I tried several times to write something about my favorite of these musicians, the pickle bucket drummers. It wasn’t until a couple years back, after reconnecting with a junior high friend and drummer, Jeff Dick, that I was able to make it work. I remember listening to the 40 rudiments of drumming on YouTube, just to find the drum strokes that captured the sounds I was hearing.
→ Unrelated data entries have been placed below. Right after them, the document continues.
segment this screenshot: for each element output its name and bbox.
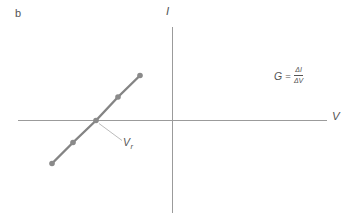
reversal-potential-symbol: V: [123, 136, 130, 148]
data-point: [49, 161, 55, 167]
x-axis-label: V: [332, 111, 340, 123]
formula-denominator: ΔV: [294, 76, 303, 85]
formula-lhs: G: [274, 71, 282, 82]
panel-label: b: [15, 8, 21, 19]
iv-curve-figure: b I V Vr G = ΔI ΔV: [0, 0, 360, 224]
data-point: [137, 73, 143, 79]
formula-numerator: ΔI: [294, 66, 304, 76]
plot-svg: [0, 0, 360, 224]
formula-equals: =: [285, 71, 291, 81]
data-point: [115, 94, 121, 100]
conductance-formula: G = ΔI ΔV: [274, 66, 303, 86]
reversal-potential-label: Vr: [123, 137, 133, 150]
vr-leader-line: [99, 124, 122, 141]
data-point: [70, 140, 76, 146]
y-axis-label: I: [166, 6, 169, 18]
formula-fraction: ΔI ΔV: [294, 66, 304, 86]
reversal-potential-subscript: r: [131, 142, 134, 151]
data-point: [93, 118, 99, 124]
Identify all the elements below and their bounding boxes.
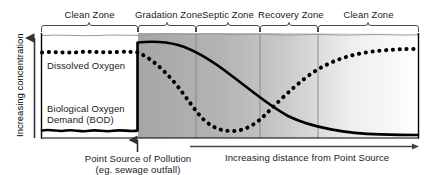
figure-root: Clean Zone Gradation Zone Septic Zone Re… [0,0,433,175]
zone-label-gradation: Gradation Zone [135,9,199,20]
zone-label-clean-1: Clean Zone [41,9,138,20]
point-source-caption-line2: (eg. sewage outfall) [58,164,218,175]
zone-label-septic: Septic Zone [197,9,259,20]
series-label-bod-line2: Demand (BOD) [47,114,114,125]
series-label-dissolved-oxygen: Dissolved Oxygen [47,60,125,71]
pollution-gradient-band [138,33,419,138]
water-quality-chart [0,0,433,175]
zone-bracket-group [42,23,419,33]
y-axis-label: Increasing concentration [14,33,25,137]
x-axis-arrow-head [412,143,419,149]
point-source-caption-line1: Point Source of Pollution [58,153,218,164]
x-axis-label: Increasing distance from Point Source [225,152,389,163]
zone-label-recovery: Recovery Zone [258,9,319,20]
zone-label-clean-2: Clean Zone [318,9,419,20]
series-label-bod-line1: Biological Oxygen [47,103,125,114]
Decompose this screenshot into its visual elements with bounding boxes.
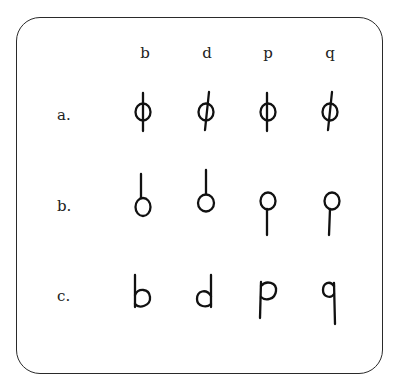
glyph-c-b-icon xyxy=(131,273,157,313)
row-label-a: a. xyxy=(57,108,71,123)
row-label-c: c. xyxy=(57,289,70,304)
column-header-d: d xyxy=(202,46,212,61)
glyph-c-d-icon xyxy=(194,273,220,313)
column-header-b: b xyxy=(140,46,150,61)
glyph-a-d-icon xyxy=(195,90,219,134)
glyph-c-q-icon xyxy=(320,280,346,330)
glyph-c-p-icon xyxy=(256,280,282,324)
glyph-b-p-icon xyxy=(256,191,282,243)
glyph-b-b-icon xyxy=(131,171,157,223)
glyph-b-d-icon xyxy=(193,168,219,220)
column-header-p: p xyxy=(263,46,273,61)
glyph-a-b-icon xyxy=(132,90,156,134)
glyph-a-p-icon xyxy=(256,90,280,134)
column-header-q: q xyxy=(325,46,335,61)
row-label-b: b. xyxy=(57,199,71,214)
glyph-b-q-icon xyxy=(320,191,346,243)
glyph-a-q-icon xyxy=(318,90,342,134)
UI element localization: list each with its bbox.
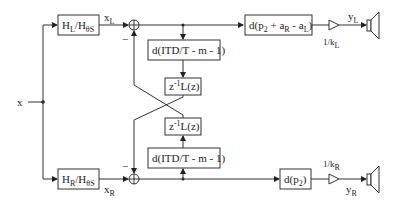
input-to-right-filter-wire [43, 102, 57, 179]
yL-label: yL [348, 10, 359, 25]
left-output-delay-block: d(p2 + aR - aL) [245, 15, 313, 35]
bottom-shelf-filter-block: z-1L(z) [165, 118, 201, 135]
right-speaker-icon [367, 166, 379, 193]
top-summer [129, 20, 139, 30]
crosstalk-canceller-diagram: x HL/HθS HR/HθS xL xR − − [0, 0, 400, 205]
top-itd-delay-block: d(ITD/T - m - 1) [148, 40, 225, 60]
xR-label: xR [104, 183, 116, 198]
input-label: x [17, 96, 23, 108]
left-speaker-icon [367, 12, 379, 39]
svg-text:d(ITD/T - m - 1): d(ITD/T - m - 1) [152, 152, 225, 165]
top-shelf-filter-block: z-1L(z) [165, 78, 201, 95]
left-filter-block: HL/HθS [58, 15, 99, 35]
left-gain-label: 1/kL [323, 37, 340, 50]
left-gain-amplifier-icon [329, 20, 339, 30]
svg-text:d(ITD/T - m - 1): d(ITD/T - m - 1) [152, 44, 225, 57]
yR-label: yR [346, 183, 358, 198]
top-minus-sign: − [122, 33, 128, 45]
bottom-summer [129, 174, 139, 184]
bottom-itd-delay-block: d(ITD/T - m - 1) [148, 148, 225, 168]
right-gain-label: 1/kR [323, 159, 341, 172]
svg-text:z-1L(z): z-1L(z) [169, 79, 200, 93]
right-gain-amplifier-icon [329, 174, 339, 184]
xL-label: xL [104, 11, 115, 26]
svg-text:z-1L(z): z-1L(z) [169, 119, 200, 133]
bottom-minus-sign: − [122, 160, 128, 172]
input-to-left-filter-wire [43, 25, 57, 102]
right-filter-block: HR/HθS [58, 169, 99, 189]
right-output-delay-block: d(p2) [280, 169, 311, 189]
I hope you can put yourself there on 35th Street, see the crowds excitedly heading to the game, and hear all the action from under that bridge as you read “The Pickle Bucket Drummer.”
The Pickle Bucket Drummer
Everything has a rhythm.
everything has a beat
just dying to be played—
tires paradiddle
over an asphalt pock,
a diesel engine revs above,
one-hundred-fifty tons
feeling the strain of
seventy-four cars
loaded and northbound,
churning a growing flam
as it counts the rails with
an increasing click,
pounding the load
across the rust and cement
of this ancient bridge,
even every step
of the Southsiders
making their way up to Comiskey,
with the occasional shuffle
of a child’s shoe
trying to keep up with daddy
while staring at the old man
banging the pickle buckets
for the money they might throw.
The old man’s hands keep sticking,
his feet keep
kicking at the bucket,
kicking up the lip from the ground
and letting it slap back down
with the next stroke.
His eyes have been closed,
his soul is
playing somewhere else,
maybe out east in Jersey,
and man,
the band tonight,
are they tight!
Rocking up some jazz piece
with a heavy groove,
and the packed house is just
drinking it all in.
A drop of water
from the tracks above
and another,
slaps unexpected ghost-notes
into his solo
and his yellowed eyes open.
Going to be
a disappointed crowd soon,
back from the park
as the rain picks up,
and he pauses a moment
to pick a new beat
from this wall of sound,
modifies his left grip,
cross-sticking his way
into a new tune
for those returning to their cars,
for those crossing back under
his 35th Street bridge,
and he closes
those brown old eyes,
loses his soul once more
as another train rumbles through,
as the thunder joins with a crash,
as another tire
splashes through the pothole—
the returning steps are his rhythm,
and their shoes have the shuffle.
_______________
Previously appeared in the Tipton Poetry Journal, issue #35
Copyright © 2021 by Maik Strosahl Michael E. Strosahl has focused on poetry for over twenty years, during which time he served a term as President of the Poetry Society of Indiana. He relocated to Jefferson City, Missouri, in 2018 and currently co-hosts a writers group there. |
I love this. I love the whole idea of "busking", street-playing, it is so...democratic. Done a little myself, mostly in college towns, but not for the money, just for the fun of it. When you see a musician close their eyes like that, we really are in a different place. The music carries you away, when it's good to you it's oh so good. You don't hear the crowd or see the lights, it's like it's just you and your instrument (guitar in my case) and the music; when it's right it's just...right.